For women the impact of industrialisation was less marked. They did not have to conform to the same sort of time constraints as men, because they spent their lives at home. As such, they retained more of a link to the less regimented rhythms of life in the past. And in such uncertain times, these links to the past were treasured. In the same way, religion was clung on to as a source of meaning and comfort, especially the aspects of Catholicism that seemed to speak to their desires most directly. Scriptural celebrations of the Virgin Mary and paeans to women's virtue despite their powerlessness and fragility proved especially popular. These were not liberated women in any modern sense. They did not want to think of themselves as independent or powerful in any right, they wanted to feel protected and at spiritual peace. It is certainly significant that the most popular aspects of Catholicism among these middle-class women were among the most ethereal and least confrontational aspects to the religion. It was escapism, and can be understood as coming from the same impulse that sees modern middle-class women take up new age religions; the impulse that seeks escape from dull domesticity not through rebellion and conflict, but through a heightened spirituality that can provide an all-encompassing barrier to the problems of life.

In response to this, the Church in the region began to tailor its message to appease this hungry new constituency. Catholic social organisations for women began to merge with less religious right-wing anti-modernist movements, attacking godlessness, socialism and the evils of the modern world with a ferocious vigour. As one critic said of them they were "fanatical in observing Catholic ritual and ardent in their professions of faith, (but) cold in the face of human misery." (Smith, p. 105)

These four different examples provide a glimpse at the sheer diversity of issues facing the Catholic Church in the nineteenth century. Religion and its public expression had moved from being a part of everyday life, unremarkable in its ubiquity, to being a major ideological battleground. It marked out battle lines by class, region, political orientation and even gender. For some Christianity became synonymous with a system that needed to be completely overhauled, while for others it became something to latch on to in troubled times.

Beyond the ideological clashes that marked out the experience of the Catholic Church in the nineteenth century there was a deeper problem.

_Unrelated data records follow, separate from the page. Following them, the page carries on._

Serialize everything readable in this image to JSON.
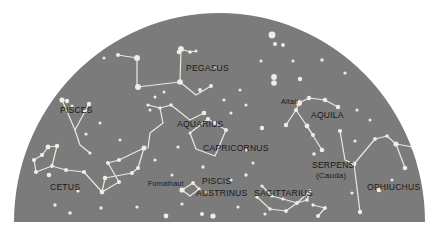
{
  "figure": {
    "kind": "star-chart",
    "projection": "half-dome horizon view",
    "background_color": "#ffffff",
    "sky_color": "#7b7b7b",
    "star_color": "#efeee4",
    "line_color": "#e8e7dd",
    "label_color": "#191919"
  },
  "dome": {
    "left": 14,
    "right": 425,
    "baseline": 222,
    "apex_y": 13
  },
  "chart_data": {
    "type": "scatter",
    "title": "",
    "xlabel": "",
    "ylabel": "",
    "constellation_labels": [
      {
        "name": "PEGASUS",
        "x": 186,
        "y": 71,
        "style": "constellation"
      },
      {
        "name": "PISCES",
        "x": 60,
        "y": 113,
        "style": "constellation"
      },
      {
        "name": "CETUS",
        "x": 50,
        "y": 190,
        "style": "constellation"
      },
      {
        "name": "AQUARIUS",
        "x": 177,
        "y": 127,
        "style": "constellation"
      },
      {
        "name": "CAPRICORNUS",
        "x": 203,
        "y": 151,
        "style": "constellation"
      },
      {
        "name": "PISCIS",
        "x": 202,
        "y": 184,
        "style": "constellation"
      },
      {
        "name": "AUSTRINUS",
        "x": 196,
        "y": 196,
        "style": "constellation"
      },
      {
        "name": "SAGITTARIUS",
        "x": 254,
        "y": 196,
        "style": "constellation"
      },
      {
        "name": "AQUILA",
        "x": 311,
        "y": 118,
        "style": "constellation"
      },
      {
        "name": "SERPENS",
        "x": 312,
        "y": 168,
        "style": "constellation"
      },
      {
        "name": "(Cauda)",
        "x": 316,
        "y": 178,
        "style": "sub"
      },
      {
        "name": "OPHIUCHUS",
        "x": 367,
        "y": 190,
        "style": "constellation"
      }
    ],
    "star_labels": [
      {
        "name": "Fomalhaut",
        "x": 148,
        "y": 186,
        "style": "star"
      },
      {
        "name": "Altair",
        "x": 281,
        "y": 104,
        "style": "star"
      }
    ],
    "stars": [
      {
        "x": 62,
        "y": 100,
        "r": 2.6
      },
      {
        "x": 67,
        "y": 101,
        "r": 2.2
      },
      {
        "x": 89,
        "y": 104,
        "r": 2.2
      },
      {
        "x": 85,
        "y": 111,
        "r": 1.9
      },
      {
        "x": 72,
        "y": 106,
        "r": 1.6
      },
      {
        "x": 118,
        "y": 55,
        "r": 2.1
      },
      {
        "x": 137,
        "y": 58,
        "r": 3.0
      },
      {
        "x": 179,
        "y": 52,
        "r": 2.3
      },
      {
        "x": 181,
        "y": 49,
        "r": 2.9
      },
      {
        "x": 190,
        "y": 52,
        "r": 1.8
      },
      {
        "x": 196,
        "y": 51,
        "r": 1.5
      },
      {
        "x": 138,
        "y": 87,
        "r": 3.0
      },
      {
        "x": 180,
        "y": 82,
        "r": 2.8
      },
      {
        "x": 200,
        "y": 90,
        "r": 1.9
      },
      {
        "x": 211,
        "y": 86,
        "r": 2.0
      },
      {
        "x": 224,
        "y": 100,
        "r": 1.6
      },
      {
        "x": 148,
        "y": 105,
        "r": 1.6
      },
      {
        "x": 160,
        "y": 108,
        "r": 1.7
      },
      {
        "x": 171,
        "y": 105,
        "r": 1.7
      },
      {
        "x": 204,
        "y": 113,
        "r": 2.3
      },
      {
        "x": 208,
        "y": 119,
        "r": 2.1
      },
      {
        "x": 215,
        "y": 123,
        "r": 2.1
      },
      {
        "x": 226,
        "y": 130,
        "r": 2.1
      },
      {
        "x": 262,
        "y": 128,
        "r": 2.2
      },
      {
        "x": 272,
        "y": 35,
        "r": 3.4
      },
      {
        "x": 275,
        "y": 44,
        "r": 2.0
      },
      {
        "x": 283,
        "y": 45,
        "r": 1.9
      },
      {
        "x": 274,
        "y": 77,
        "r": 2.9
      },
      {
        "x": 274,
        "y": 83,
        "r": 2.8
      },
      {
        "x": 300,
        "y": 79,
        "r": 2.2
      },
      {
        "x": 322,
        "y": 60,
        "r": 1.7
      },
      {
        "x": 345,
        "y": 73,
        "r": 1.6
      },
      {
        "x": 299,
        "y": 103,
        "r": 3.0
      },
      {
        "x": 309,
        "y": 98,
        "r": 2.2
      },
      {
        "x": 325,
        "y": 100,
        "r": 2.2
      },
      {
        "x": 338,
        "y": 107,
        "r": 2.2
      },
      {
        "x": 296,
        "y": 110,
        "r": 2.1
      },
      {
        "x": 286,
        "y": 125,
        "r": 2.2
      },
      {
        "x": 307,
        "y": 126,
        "r": 2.4
      },
      {
        "x": 313,
        "y": 135,
        "r": 2.0
      },
      {
        "x": 322,
        "y": 150,
        "r": 2.3
      },
      {
        "x": 314,
        "y": 154,
        "r": 1.8
      },
      {
        "x": 340,
        "y": 131,
        "r": 2.1
      },
      {
        "x": 354,
        "y": 164,
        "r": 2.4
      },
      {
        "x": 355,
        "y": 141,
        "r": 1.6
      },
      {
        "x": 375,
        "y": 139,
        "r": 1.9
      },
      {
        "x": 387,
        "y": 136,
        "r": 1.7
      },
      {
        "x": 396,
        "y": 144,
        "r": 2.6
      },
      {
        "x": 413,
        "y": 147,
        "r": 2.4
      },
      {
        "x": 405,
        "y": 168,
        "r": 2.3
      },
      {
        "x": 379,
        "y": 190,
        "r": 2.3
      },
      {
        "x": 360,
        "y": 212,
        "r": 2.2
      },
      {
        "x": 48,
        "y": 147,
        "r": 2.4
      },
      {
        "x": 57,
        "y": 146,
        "r": 2.2
      },
      {
        "x": 42,
        "y": 155,
        "r": 2.1
      },
      {
        "x": 34,
        "y": 160,
        "r": 2.1
      },
      {
        "x": 36,
        "y": 172,
        "r": 2.1
      },
      {
        "x": 49,
        "y": 175,
        "r": 2.3
      },
      {
        "x": 52,
        "y": 166,
        "r": 1.9
      },
      {
        "x": 66,
        "y": 170,
        "r": 2.1
      },
      {
        "x": 84,
        "y": 172,
        "r": 2.1
      },
      {
        "x": 105,
        "y": 178,
        "r": 2.2
      },
      {
        "x": 102,
        "y": 192,
        "r": 2.4
      },
      {
        "x": 119,
        "y": 182,
        "r": 2.0
      },
      {
        "x": 132,
        "y": 173,
        "r": 2.0
      },
      {
        "x": 108,
        "y": 163,
        "r": 2.0
      },
      {
        "x": 119,
        "y": 160,
        "r": 2.1
      },
      {
        "x": 144,
        "y": 148,
        "r": 2.5
      },
      {
        "x": 138,
        "y": 168,
        "r": 2.0
      },
      {
        "x": 86,
        "y": 134,
        "r": 1.6
      },
      {
        "x": 100,
        "y": 123,
        "r": 1.5
      },
      {
        "x": 150,
        "y": 110,
        "r": 1.5
      },
      {
        "x": 164,
        "y": 92,
        "r": 1.5
      },
      {
        "x": 178,
        "y": 147,
        "r": 1.6
      },
      {
        "x": 190,
        "y": 133,
        "r": 1.5
      },
      {
        "x": 203,
        "y": 167,
        "r": 1.7
      },
      {
        "x": 193,
        "y": 183,
        "r": 1.9
      },
      {
        "x": 199,
        "y": 189,
        "r": 1.8
      },
      {
        "x": 207,
        "y": 192,
        "r": 1.6
      },
      {
        "x": 182,
        "y": 190,
        "r": 2.6
      },
      {
        "x": 231,
        "y": 180,
        "r": 1.6
      },
      {
        "x": 246,
        "y": 175,
        "r": 1.7
      },
      {
        "x": 262,
        "y": 186,
        "r": 1.6
      },
      {
        "x": 257,
        "y": 197,
        "r": 1.7
      },
      {
        "x": 272,
        "y": 196,
        "r": 1.6
      },
      {
        "x": 283,
        "y": 199,
        "r": 1.6
      },
      {
        "x": 297,
        "y": 203,
        "r": 1.9
      },
      {
        "x": 307,
        "y": 200,
        "r": 1.8
      },
      {
        "x": 313,
        "y": 205,
        "r": 1.7
      },
      {
        "x": 325,
        "y": 208,
        "r": 1.9
      },
      {
        "x": 310,
        "y": 191,
        "r": 1.8
      },
      {
        "x": 286,
        "y": 211,
        "r": 1.9
      },
      {
        "x": 270,
        "y": 209,
        "r": 1.7
      },
      {
        "x": 318,
        "y": 216,
        "r": 2.0
      },
      {
        "x": 55,
        "y": 205,
        "r": 1.7
      },
      {
        "x": 70,
        "y": 213,
        "r": 1.8
      },
      {
        "x": 101,
        "y": 208,
        "r": 1.7
      },
      {
        "x": 137,
        "y": 207,
        "r": 1.6
      },
      {
        "x": 166,
        "y": 216,
        "r": 2.4
      },
      {
        "x": 202,
        "y": 214,
        "r": 2.0
      },
      {
        "x": 213,
        "y": 216,
        "r": 2.6
      },
      {
        "x": 182,
        "y": 204,
        "r": 1.6
      },
      {
        "x": 265,
        "y": 214,
        "r": 1.6
      },
      {
        "x": 238,
        "y": 207,
        "r": 1.6
      },
      {
        "x": 120,
        "y": 140,
        "r": 1.5
      },
      {
        "x": 155,
        "y": 160,
        "r": 1.6
      },
      {
        "x": 172,
        "y": 175,
        "r": 1.5
      },
      {
        "x": 246,
        "y": 150,
        "r": 1.5
      },
      {
        "x": 253,
        "y": 163,
        "r": 1.5
      },
      {
        "x": 231,
        "y": 113,
        "r": 1.5
      },
      {
        "x": 246,
        "y": 105,
        "r": 1.5
      },
      {
        "x": 357,
        "y": 110,
        "r": 1.6
      },
      {
        "x": 370,
        "y": 120,
        "r": 1.5
      },
      {
        "x": 400,
        "y": 113,
        "r": 1.6
      },
      {
        "x": 352,
        "y": 193,
        "r": 1.6
      },
      {
        "x": 392,
        "y": 180,
        "r": 1.5
      },
      {
        "x": 104,
        "y": 58,
        "r": 1.5
      },
      {
        "x": 155,
        "y": 97,
        "r": 1.5
      },
      {
        "x": 215,
        "y": 68,
        "r": 1.5
      },
      {
        "x": 240,
        "y": 90,
        "r": 1.5
      },
      {
        "x": 261,
        "y": 61,
        "r": 1.5
      },
      {
        "x": 293,
        "y": 61,
        "r": 1.5
      },
      {
        "x": 78,
        "y": 191,
        "r": 1.6
      },
      {
        "x": 90,
        "y": 153,
        "r": 1.6
      }
    ],
    "constellation_lines": [
      {
        "name": "pegasus",
        "points": [
          [
            118,
            55
          ],
          [
            137,
            58
          ],
          [
            137,
            87
          ],
          [
            180,
            82
          ],
          [
            181,
            49
          ],
          [
            179,
            52
          ]
        ]
      },
      {
        "name": "pegasus-neck",
        "points": [
          [
            180,
            82
          ],
          [
            196,
            95
          ],
          [
            211,
            86
          ]
        ]
      },
      {
        "name": "pegasus-head",
        "points": [
          [
            181,
            49
          ],
          [
            190,
            52
          ],
          [
            196,
            51
          ]
        ]
      },
      {
        "name": "pisces-v",
        "points": [
          [
            62,
            100
          ],
          [
            75,
            130
          ],
          [
            89,
            104
          ]
        ]
      },
      {
        "name": "pisces-tail",
        "points": [
          [
            75,
            130
          ],
          [
            80,
            145
          ],
          [
            90,
            153
          ]
        ]
      },
      {
        "name": "cetus-body",
        "points": [
          [
            34,
            160
          ],
          [
            42,
            155
          ],
          [
            48,
            147
          ],
          [
            57,
            146
          ],
          [
            52,
            166
          ],
          [
            36,
            172
          ],
          [
            34,
            160
          ]
        ]
      },
      {
        "name": "cetus-chain",
        "points": [
          [
            52,
            166
          ],
          [
            66,
            170
          ],
          [
            84,
            172
          ],
          [
            102,
            192
          ],
          [
            119,
            182
          ],
          [
            108,
            163
          ],
          [
            119,
            160
          ],
          [
            144,
            148
          ],
          [
            138,
            168
          ],
          [
            132,
            173
          ],
          [
            105,
            178
          ],
          [
            102,
            192
          ]
        ]
      },
      {
        "name": "aquarius-stream",
        "points": [
          [
            148,
            105
          ],
          [
            160,
            108
          ],
          [
            171,
            105
          ]
        ]
      },
      {
        "name": "aquarius-body",
        "points": [
          [
            160,
            108
          ],
          [
            163,
            123
          ],
          [
            150,
            133
          ],
          [
            148,
            148
          ]
        ]
      },
      {
        "name": "aquarius-arm",
        "points": [
          [
            171,
            105
          ],
          [
            190,
            120
          ],
          [
            204,
            113
          ]
        ]
      },
      {
        "name": "capricornus",
        "points": [
          [
            190,
            133
          ],
          [
            208,
            119
          ],
          [
            226,
            130
          ],
          [
            215,
            156
          ],
          [
            196,
            149
          ],
          [
            190,
            133
          ]
        ]
      },
      {
        "name": "piscis-austrinus",
        "points": [
          [
            182,
            190
          ],
          [
            193,
            183
          ],
          [
            199,
            189
          ],
          [
            190,
            196
          ],
          [
            182,
            190
          ]
        ]
      },
      {
        "name": "sagittarius-teapot",
        "points": [
          [
            262,
            186
          ],
          [
            272,
            196
          ],
          [
            283,
            199
          ],
          [
            297,
            203
          ],
          [
            307,
            200
          ],
          [
            310,
            191
          ],
          [
            297,
            203
          ]
        ]
      },
      {
        "name": "sagittarius-handle",
        "points": [
          [
            257,
            197
          ],
          [
            270,
            209
          ],
          [
            286,
            211
          ],
          [
            297,
            203
          ]
        ]
      },
      {
        "name": "sagittarius-spout",
        "points": [
          [
            313,
            205
          ],
          [
            325,
            208
          ],
          [
            318,
            216
          ]
        ]
      },
      {
        "name": "aquila",
        "points": [
          [
            296,
            110
          ],
          [
            299,
            103
          ],
          [
            309,
            98
          ],
          [
            325,
            100
          ],
          [
            338,
            107
          ]
        ]
      },
      {
        "name": "aquila-body",
        "points": [
          [
            286,
            125
          ],
          [
            296,
            110
          ],
          [
            307,
            126
          ],
          [
            313,
            135
          ]
        ]
      },
      {
        "name": "aquila-tail",
        "points": [
          [
            307,
            126
          ],
          [
            322,
            150
          ]
        ]
      },
      {
        "name": "serpens-cauda",
        "points": [
          [
            340,
            131
          ],
          [
            345,
            160
          ],
          [
            354,
            164
          ]
        ]
      },
      {
        "name": "ophiuchus",
        "points": [
          [
            354,
            164
          ],
          [
            375,
            139
          ],
          [
            387,
            136
          ],
          [
            396,
            144
          ],
          [
            413,
            147
          ]
        ]
      },
      {
        "name": "ophiuchus-leg",
        "points": [
          [
            354,
            164
          ],
          [
            360,
            212
          ]
        ]
      },
      {
        "name": "ophiuchus-arm",
        "points": [
          [
            396,
            144
          ],
          [
            405,
            168
          ]
        ]
      }
    ]
  }
}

Industrialisation and modernisation created new types of communities that found that they had, as a collective, a voice that was better suited to their needs than that provided by the 'Christian community,' whether they were socialist workers, or proponents of economic liberalism. The ending of the Church's role as protector of the only truly international community of ordinary people in Europe was a deep blow that it has never really recovered from. Suddenly people were not just 'Christians' they could also be 'capitalists' or 'socialists' or 'anarchists' or so on. This creation of interest communities undermined the church in its old role as one of the central parts of the social fabric, relegating religion to a side position as simply another ideological option.